“You haven’t chosen to start your day. Someone else’s priority has started it for you.”

I used to reach for my phone before my eyes had fully opened.

Not a conscious decision — automatic, the same way you push the duvet off without thinking. Alarm goes off, phone on the nightstand, and before I was even properly awake I was reading emails sent at midnight, seeing what I’d missed while I slept, absorbing the noise of other people’s days before I’d had a moment to exist in my own.

I’d get up feeling behind. Not rushed exactly, but carrying something I hadn’t chosen to carry. Already, somehow, slightly below where I wanted to be.

It took me longer than it should have to connect that feeling to the phone. I thought I was just not a morning person.

A slow morning isn’t about time

The phrase tends to conjure something specific: the 5am wake-up, the hour of yoga before the house stirs, the elaborate ritual of candles and matcha and unhurried silence. If that genuinely appeals to you, that’s wonderful. But it’s not what I mean, and I don’t think it’s what most people need.

A slow morning is about the quality of your first input. What your nervous system meets before the day begins making its demands.

When that first input is your phone — other people’s urgency, overnight notifications, news headlines, the messages you’re already calculating whether to respond to — your nervous system registers it as information requiring a response. You haven’t chosen to start your day. Someone else’s priority has started it for you.

When the first input is something quieter — a few minutes of stillness, something written, a warm drink, even just a window — your nervous system settles into the day rather than bracing against it. The difference in how the next several hours feel is disproportionate to how small the change actually is.

The physiology behind it

Your cortisol naturally peaks in the first thirty to forty-five minutes after waking — this is the Cortisol Awakening Response, your body’s way of priming for the day ahead. The input your nervous system receives during this window has a measurable effect on your stress baseline for the hours that follow.

This isn’t a wellness myth. It’s physiology. What you do with that information is your own choice — but knowing it makes the slow morning feel less like a luxury and more like something worth protecting.

A delicate cup and saucer on a windowsill beside a sprig of eucalyptus, sheer curtains diffusing the light.
Something quieter, before the day begins making its demands.

What mine actually looks like

No phone for the first fifteen minutes after I wake up. This is the one rule. Everything else is optional.

I make tea. I sit with it. Some mornings I write a few lines in my journal. Some mornings I just look out the window. Sometimes I read a page of something I’ve had on my nightstand for two weeks. There’s no sequence, no checklist. There’s just a period of time that belongs to me before it belongs to everyone else.

Twenty minutes on a good morning. Ten on a difficult one. But the phone stays down.

The 7-Day Reset at marshmuse.com is a free email series that builds this kind of morning practice one day at a time — one small habit per day for a week. If your mornings feel like they belong to everyone but you, it’s a gentle place to start.

On waking up earlier

You probably don’t need to. If your mornings are genuinely rushed, the question worth asking isn’t how to wake up earlier, but how to protect the first ten minutes you already have.

Ten minutes without the phone is more valuable than ninety minutes in which the phone has been present from the start. You’re not looking for more time. You’re looking for better quality time at the beginning.

A prompt to sit with

What is the first thing your attention meets in the morning — and did you choose it?

If the honest answer is your phone, you don’t need to wake up earlier. You only need to protect the ten minutes you already have.

The thing I notice now

The behind feeling I used to carry out of bed didn’t come from having too little time. It came from giving away the time I had before I’d had a chance to use it.

Protecting the first ten minutes changed how the rest of the day felt — not because I’d added something significant, but because I’d stopped subtracting something quietly essential before the day had even started.

A white cup and saucer on a wooden table in front of a sunlit window, garden greenery beyond.

The 7-Day Reset at marshmuse.com is free and takes about five minutes a day. It’s a good place to start building a morning that actually feels like yours.

Marsh & Muse

A period of time that belongs to you, before it belongs to everyone else.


• _What is needed_
Pull every line containing "with" from the entries.

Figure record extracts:
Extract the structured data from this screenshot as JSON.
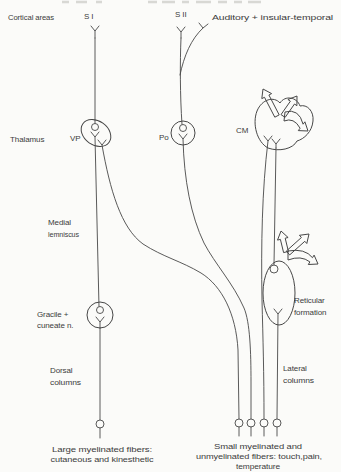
{
  "figure": {
    "colors": {
      "background": "#fbfbf9",
      "ink": "#3c3c3c"
    },
    "labels": {
      "cortical_areas": "Cortical areas",
      "s1": "S I",
      "s2": "S II",
      "auditory": "Auditory + insular-temporal",
      "thalamus": "Thalamus",
      "vp": "VP",
      "po": "Po",
      "cm": "CM",
      "medial_lemniscus_line1": "Medial",
      "medial_lemniscus_line2": "lemniscus",
      "gracile_line1": "Gracile +",
      "gracile_line2": "cuneate n.",
      "dorsal_line1": "Dorsal",
      "dorsal_line2": "columns",
      "lateral_line1": "Lateral",
      "lateral_line2": "columns",
      "reticular_line1": "Reticular",
      "reticular_line2": "formation",
      "caption_left_line1": "Large myelinated fibers:",
      "caption_left_line2": "cutaneous and kinesthetic",
      "caption_right_line1": "Small myelinated and",
      "caption_right_line2": "unmyelinated fibers: touch,pain,",
      "caption_right_line3": "temperature"
    }
  }
}
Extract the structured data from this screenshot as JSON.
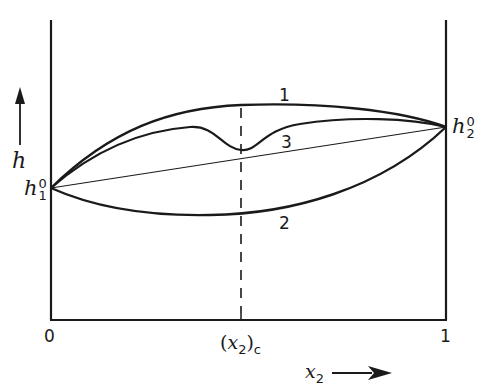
{
  "diagram": {
    "y_axis_label": "h",
    "x_axis_label_base": "x",
    "x_axis_label_sub": "2",
    "left_point": {
      "base": "h",
      "sup": "0",
      "sub": "1"
    },
    "right_point": {
      "base": "h",
      "sup": "0",
      "sub": "2"
    },
    "x_ticks": {
      "left": "0",
      "right": "1",
      "critical_open": "(",
      "critical_base": "x",
      "critical_sub": "2",
      "critical_close": ")",
      "critical_subscript": "c"
    },
    "curve_labels": {
      "curve1": "1",
      "curve2": "2",
      "curve3": "3"
    },
    "colors": {
      "ink": "#1a1a1a",
      "background": "#ffffff"
    }
  }
}
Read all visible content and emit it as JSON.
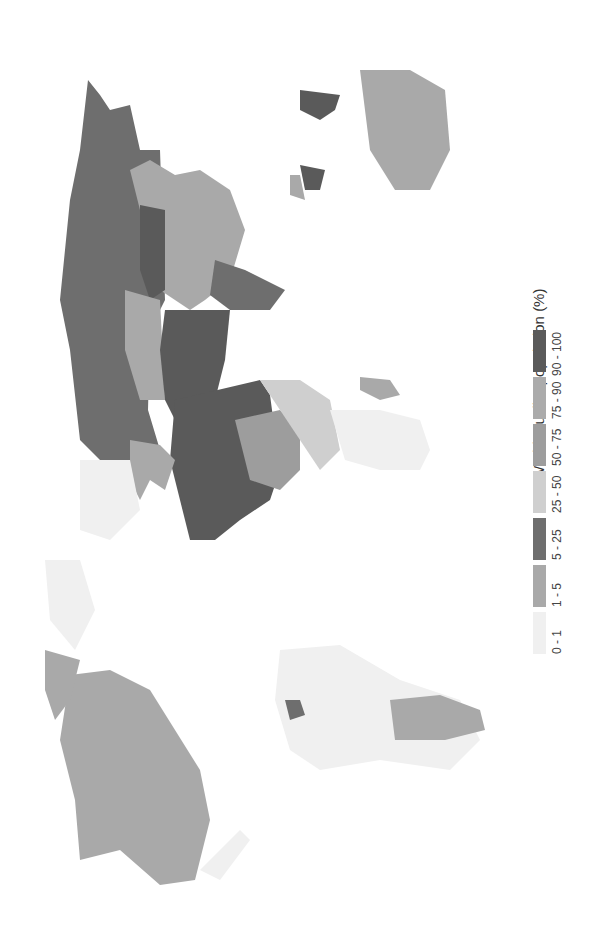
{
  "map": {
    "title": "World Muslim population (%)",
    "orientation": "rotated 90° counter-clockwise",
    "legend": {
      "title": "World Muslim population (%)",
      "classes": [
        {
          "label": "0 - 1",
          "color": "#f0f0f0"
        },
        {
          "label": "1 - 5",
          "color": "#a9a9a9"
        },
        {
          "label": "5 - 25",
          "color": "#6e6e6e"
        },
        {
          "label": "25 - 50",
          "color": "#cfcfcf"
        },
        {
          "label": "50 - 75",
          "color": "#9d9d9d"
        },
        {
          "label": "75 - 90",
          "color": "#ababab"
        },
        {
          "label": "90 - 100",
          "color": "#5a5a5a"
        }
      ]
    },
    "regions": [
      {
        "name": "Russia",
        "class": "5 - 25"
      },
      {
        "name": "China",
        "class": "1 - 5"
      },
      {
        "name": "Central Asia",
        "class": "90 - 100"
      },
      {
        "name": "Middle East",
        "class": "90 - 100"
      },
      {
        "name": "North Africa",
        "class": "90 - 100"
      },
      {
        "name": "Sahel / West Africa",
        "class": "50 - 75"
      },
      {
        "name": "Southern Africa",
        "class": "1 - 5"
      },
      {
        "name": "Europe",
        "class": "1 - 5"
      },
      {
        "name": "Indonesia",
        "class": "90 - 100"
      },
      {
        "name": "Australia",
        "class": "1 - 5"
      },
      {
        "name": "North America",
        "class": "1 - 5"
      },
      {
        "name": "South America",
        "class": "0 - 1"
      },
      {
        "name": "Suriname",
        "class": "5 - 25"
      },
      {
        "name": "Greenland",
        "class": "0 - 1"
      }
    ]
  }
}
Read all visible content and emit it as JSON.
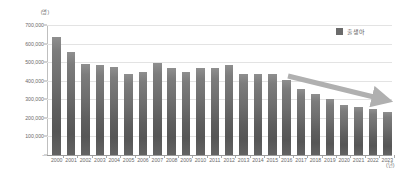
{
  "chart_data": {
    "type": "bar",
    "title": "",
    "xlabel": "(년)",
    "ylabel": "(명)",
    "categories": [
      "2000",
      "2001",
      "2002",
      "2003",
      "2004",
      "2005",
      "2006",
      "2007",
      "2008",
      "2009",
      "2010",
      "2011",
      "2012",
      "2013",
      "2014",
      "2015",
      "2016",
      "2017",
      "2018",
      "2019",
      "2020",
      "2021",
      "2022",
      "2023"
    ],
    "series": [
      {
        "name": "출생아",
        "values": [
          635000,
          555000,
          492000,
          485000,
          473000,
          435000,
          448000,
          493000,
          466000,
          445000,
          470000,
          471000,
          484000,
          436000,
          435000,
          438000,
          406000,
          357000,
          327000,
          303000,
          272000,
          261000,
          249000,
          230000
        ]
      }
    ],
    "ylim": [
      0,
      700000
    ],
    "yticks": [
      "-",
      "100,000",
      "200,000",
      "300,000",
      "400,000",
      "500,000",
      "600,000",
      "700,000"
    ],
    "ytick_values": [
      0,
      100000,
      200000,
      300000,
      400000,
      500000,
      600000,
      700000
    ],
    "grid": true,
    "legend_position": "top-right",
    "annotations": [
      {
        "name": "declining-trend-arrow",
        "type": "arrow",
        "from_category": "2017",
        "to_category": "2023",
        "direction": "down-right",
        "color": "#b0b0b0"
      }
    ]
  },
  "legend": {
    "entries": [
      {
        "label": "출생아",
        "color": "#6b6b6b"
      }
    ]
  },
  "axes": {
    "y_unit": "(명)",
    "x_unit": "(년)"
  },
  "colors": {
    "bar_top": "#8f8f8f",
    "bar_bottom": "#565656",
    "grid": "#e3e3e3",
    "axis": "#9a9a9a",
    "text": "#6b6b6b",
    "arrow": "#b0b0b0",
    "background": "#ffffff"
  }
}
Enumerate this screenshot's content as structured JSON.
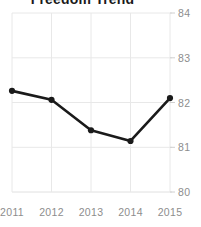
{
  "chart_data": {
    "type": "line",
    "title": "Freedom Trend",
    "xlabel": "",
    "ylabel": "",
    "categories": [
      "2011",
      "2012",
      "2013",
      "2014",
      "2015"
    ],
    "values": [
      82.26,
      82.06,
      81.38,
      81.14,
      82.1
    ],
    "series": [
      {
        "name": "Freedom Score",
        "values": [
          82.26,
          82.06,
          81.38,
          81.14,
          82.1
        ]
      }
    ],
    "x_tick_labels": [
      "2011",
      "2012",
      "2013",
      "2014",
      "2015"
    ],
    "y_tick_labels": [
      "80",
      "81",
      "82",
      "83",
      "84"
    ],
    "y_ticks": [
      80,
      81,
      82,
      83,
      84
    ],
    "ylim": [
      80,
      84
    ],
    "grid": true,
    "grid_color": "#e8e8e8",
    "legend": "none",
    "legend_position": "none",
    "line_color": "#1a1a1a",
    "marker_color": "#1a1a1a",
    "marker": "circle",
    "tick_label_color": "#8d8d8d",
    "title_color": "#1a1a1a",
    "background_color": "#ffffff",
    "y_axis_position": "right",
    "annotations": []
  }
}
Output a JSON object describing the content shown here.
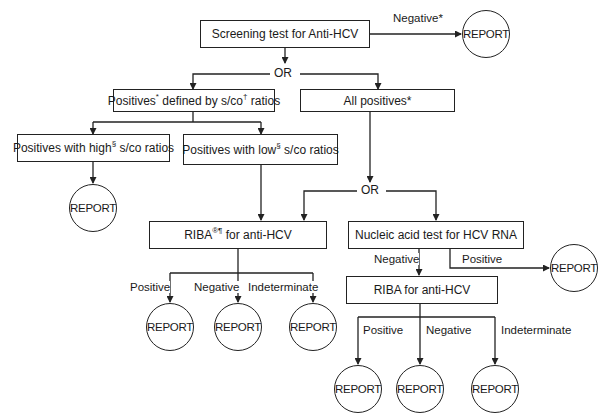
{
  "diagram": {
    "nodes": {
      "screening": {
        "text": "Screening test for Anti-HCV"
      },
      "negative_report": {
        "edge_label": "Negative*",
        "text": "REPORT"
      },
      "or_top": {
        "text": "OR"
      },
      "positives_sco": {
        "pre": "Positives",
        "sup1": "*",
        "mid": " defined by s/co",
        "sup2": "†",
        "post": " ratios"
      },
      "all_positives": {
        "text": "All positives*"
      },
      "high_sco": {
        "pre": "Positives with high",
        "sup": "§",
        "post": " s/co ratios"
      },
      "low_sco": {
        "pre": "Positives with low",
        "sup": "§",
        "post": " s/co ratios"
      },
      "high_report": {
        "text": "REPORT"
      },
      "or_mid": {
        "text": "OR"
      },
      "riba1": {
        "pre": "RIBA",
        "sup": "®¶",
        "post": " for anti-HCV"
      },
      "riba1_outcomes": [
        {
          "label": "Positive",
          "report": "REPORT"
        },
        {
          "label": "Negative",
          "report": "REPORT"
        },
        {
          "label": "Indeterminate",
          "report": "REPORT"
        }
      ],
      "nat": {
        "text": "Nucleic acid test for HCV RNA"
      },
      "nat_negative_label": "Negative",
      "nat_positive": {
        "label": "Positive",
        "report": "REPORT"
      },
      "riba2": {
        "text": "RIBA for anti-HCV"
      },
      "riba2_outcomes": [
        {
          "label": "Positive",
          "report": "REPORT"
        },
        {
          "label": "Negative",
          "report": "REPORT"
        },
        {
          "label": "Indeterminate",
          "report": "REPORT"
        }
      ]
    }
  }
}
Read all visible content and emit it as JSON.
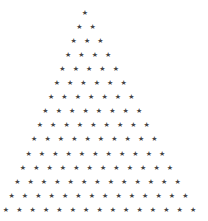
{
  "pattern": {
    "type": "star-triangle",
    "glyph": "★",
    "rows": 15,
    "stars_per_row": [
      1,
      2,
      3,
      4,
      5,
      6,
      7,
      8,
      9,
      10,
      11,
      12,
      13,
      14,
      15
    ],
    "color": "#444444",
    "background": "#ffffff",
    "layout": {
      "first_row_left_x": 85,
      "last_row_left_x": 6,
      "first_row_y": 12.5,
      "last_row_y": 210,
      "horizontal_spacing": 13.36
    }
  }
}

• _Your solution_
        "pre": "Positives with high",
        "pre": "Positives with low",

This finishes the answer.